Dataset entries
[Start of section]

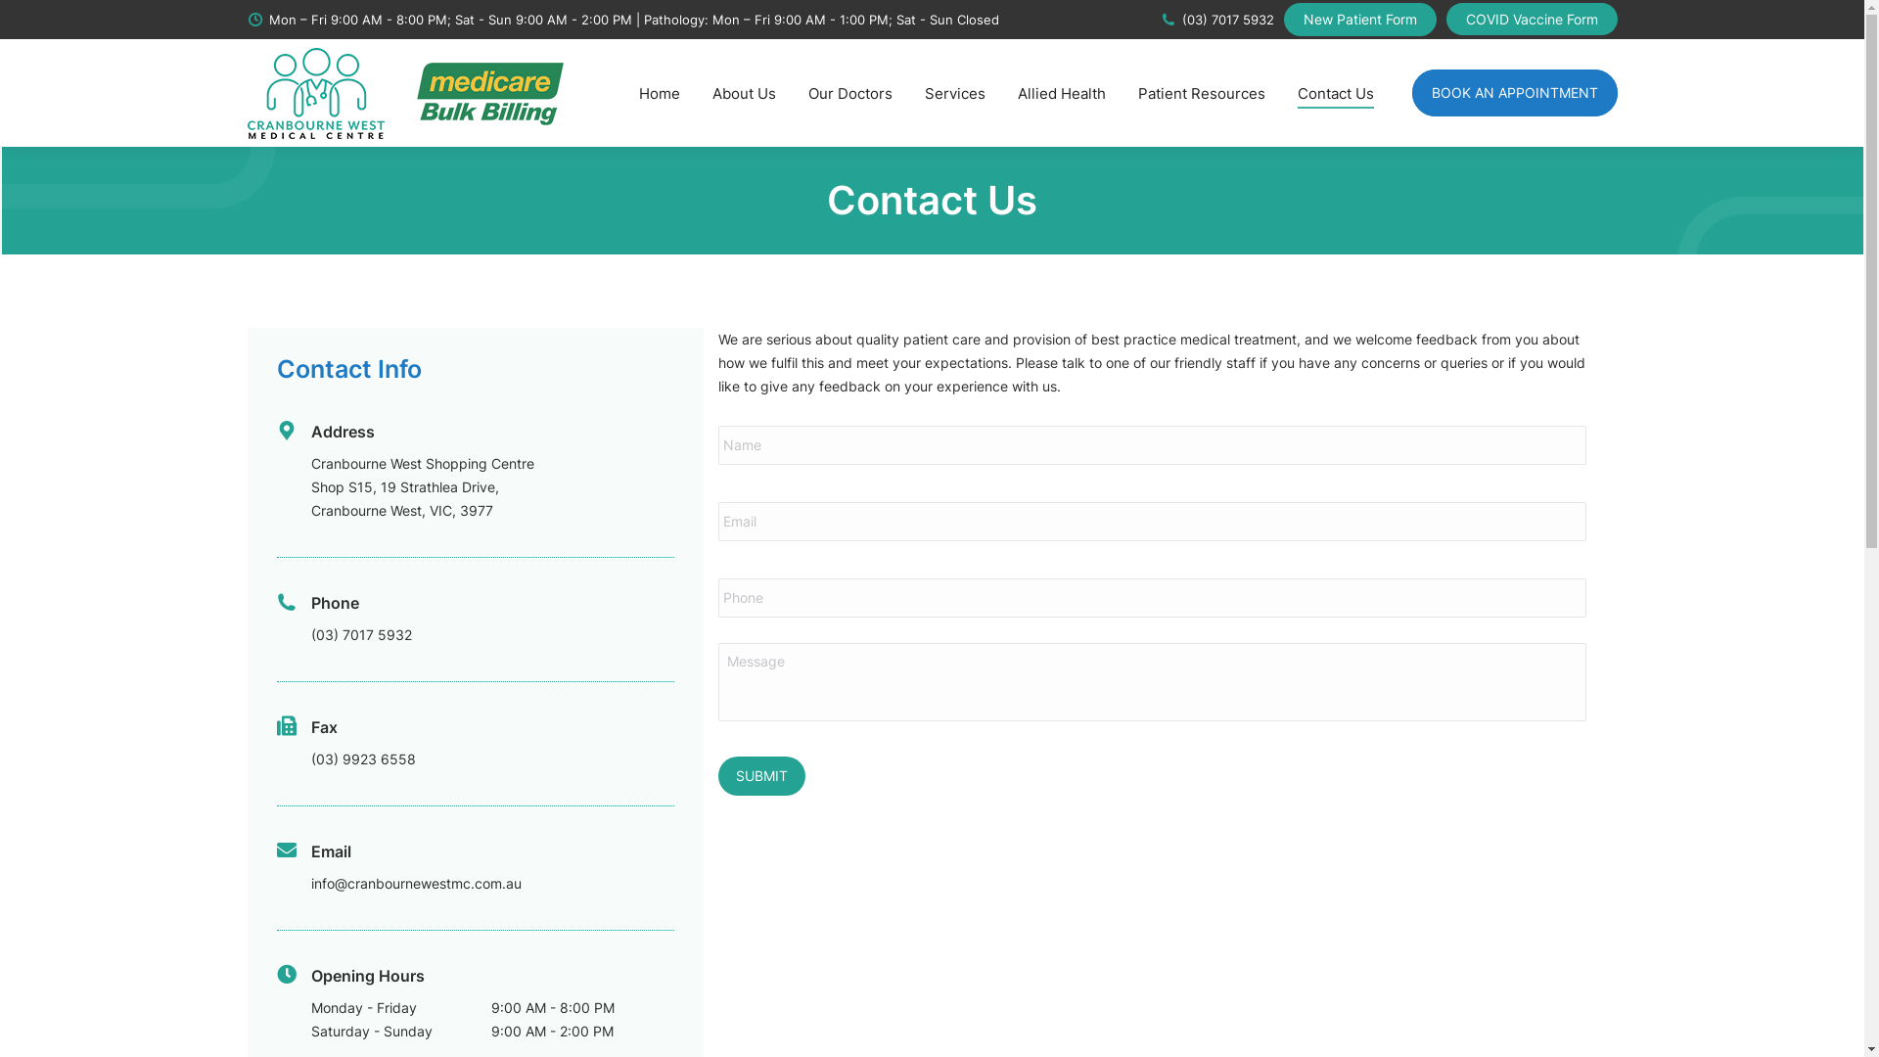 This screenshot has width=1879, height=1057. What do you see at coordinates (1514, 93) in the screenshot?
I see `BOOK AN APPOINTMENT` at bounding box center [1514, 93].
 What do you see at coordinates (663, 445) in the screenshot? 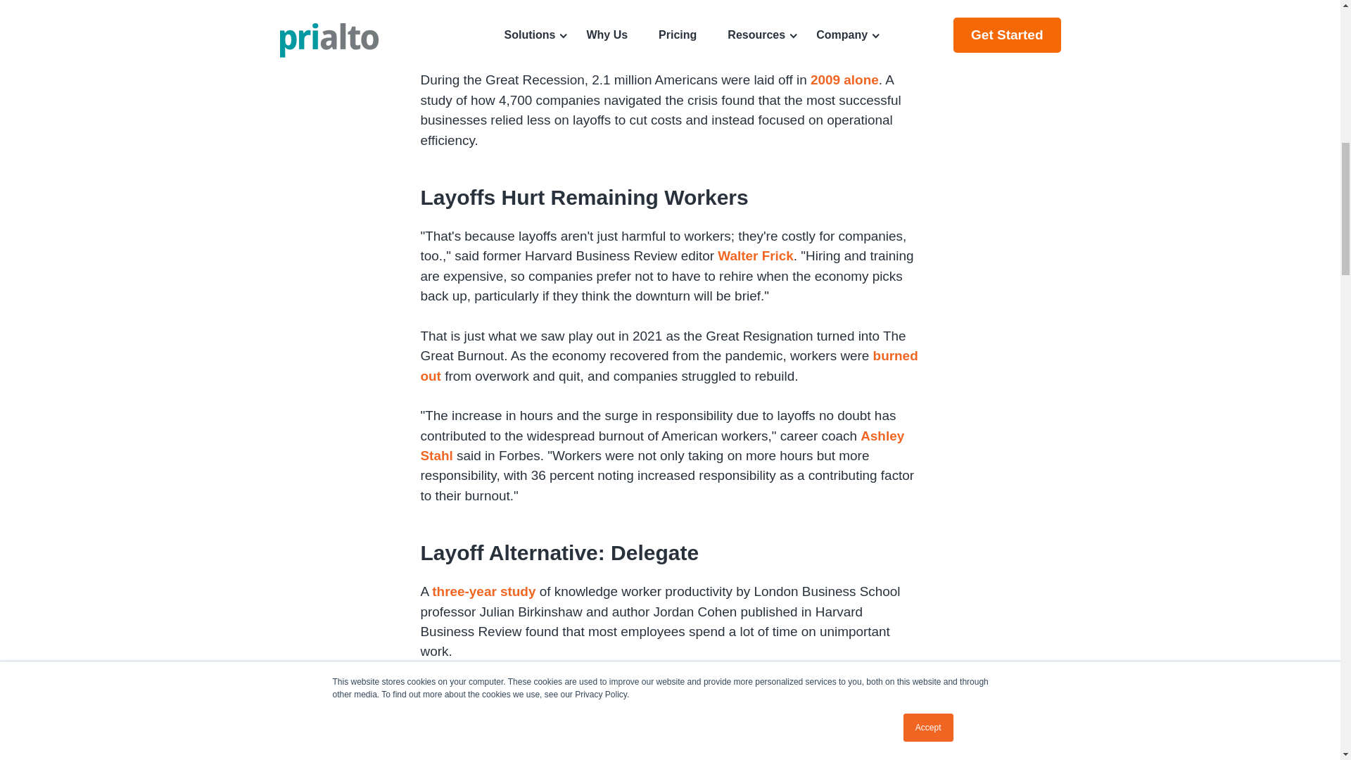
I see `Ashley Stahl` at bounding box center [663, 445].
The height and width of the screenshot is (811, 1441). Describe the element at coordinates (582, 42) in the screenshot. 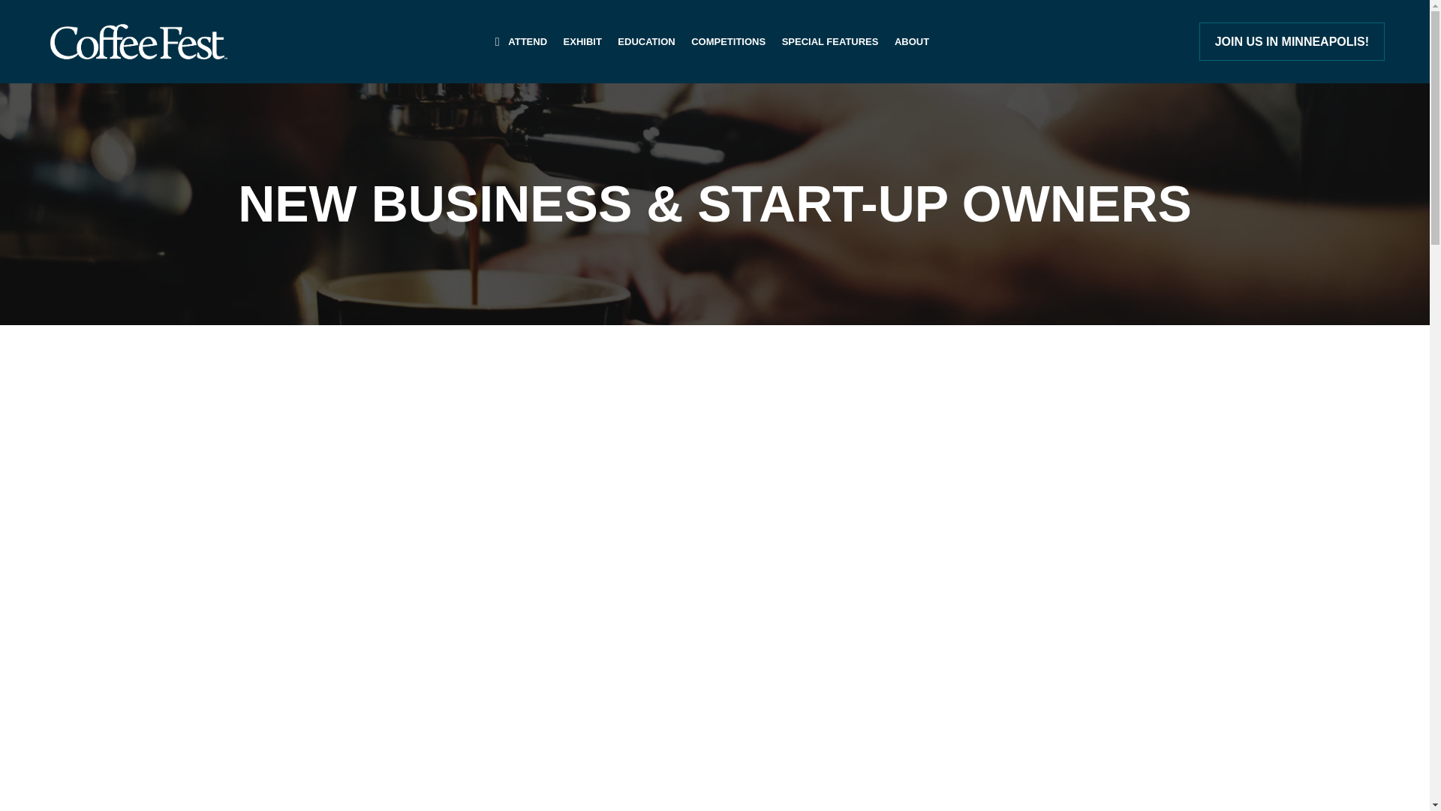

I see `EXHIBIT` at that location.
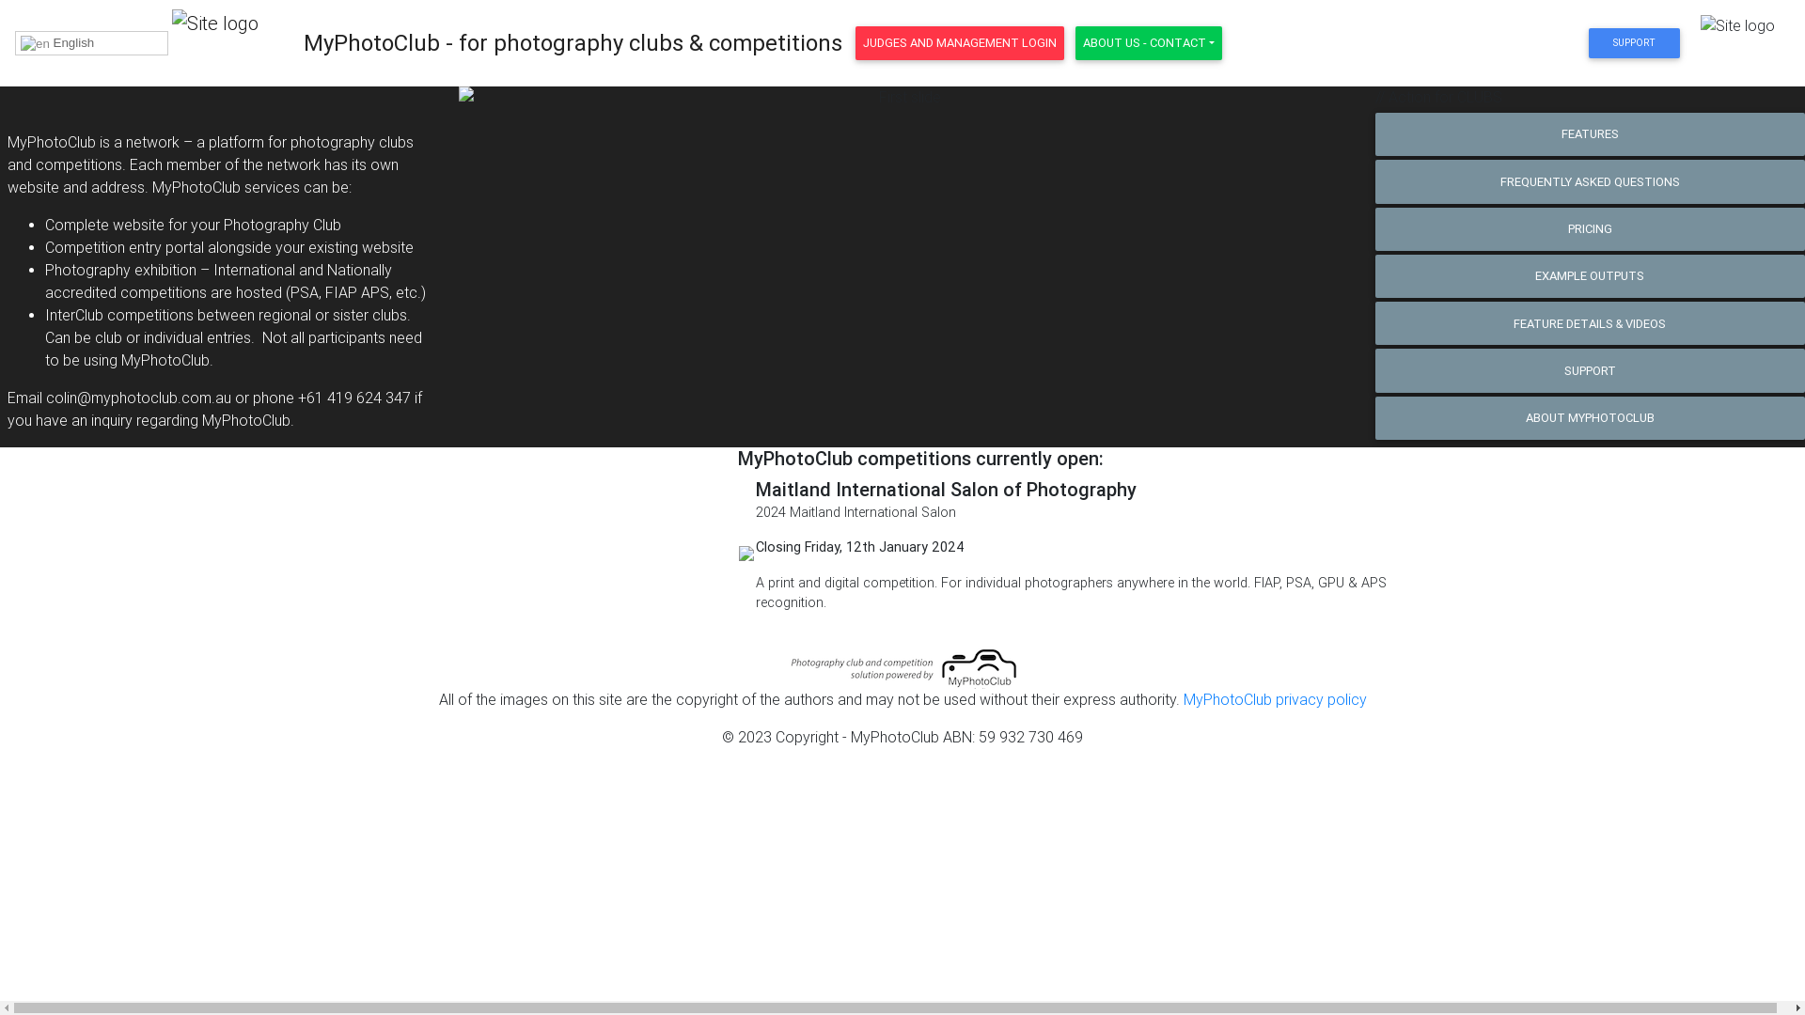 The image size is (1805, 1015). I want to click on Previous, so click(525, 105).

[End of section]

Exact lines, nothing more: output the one with "What do you see at coordinates (663, 445)" and every later line through the end of the data, skipping pictures.

 What do you see at coordinates (663, 445) in the screenshot? 
I see `Ashley Stahl` at bounding box center [663, 445].
The height and width of the screenshot is (811, 1441). Describe the element at coordinates (582, 42) in the screenshot. 

I see `EXHIBIT` at that location.
 The image size is (1805, 1015). I want to click on Previous, so click(525, 105).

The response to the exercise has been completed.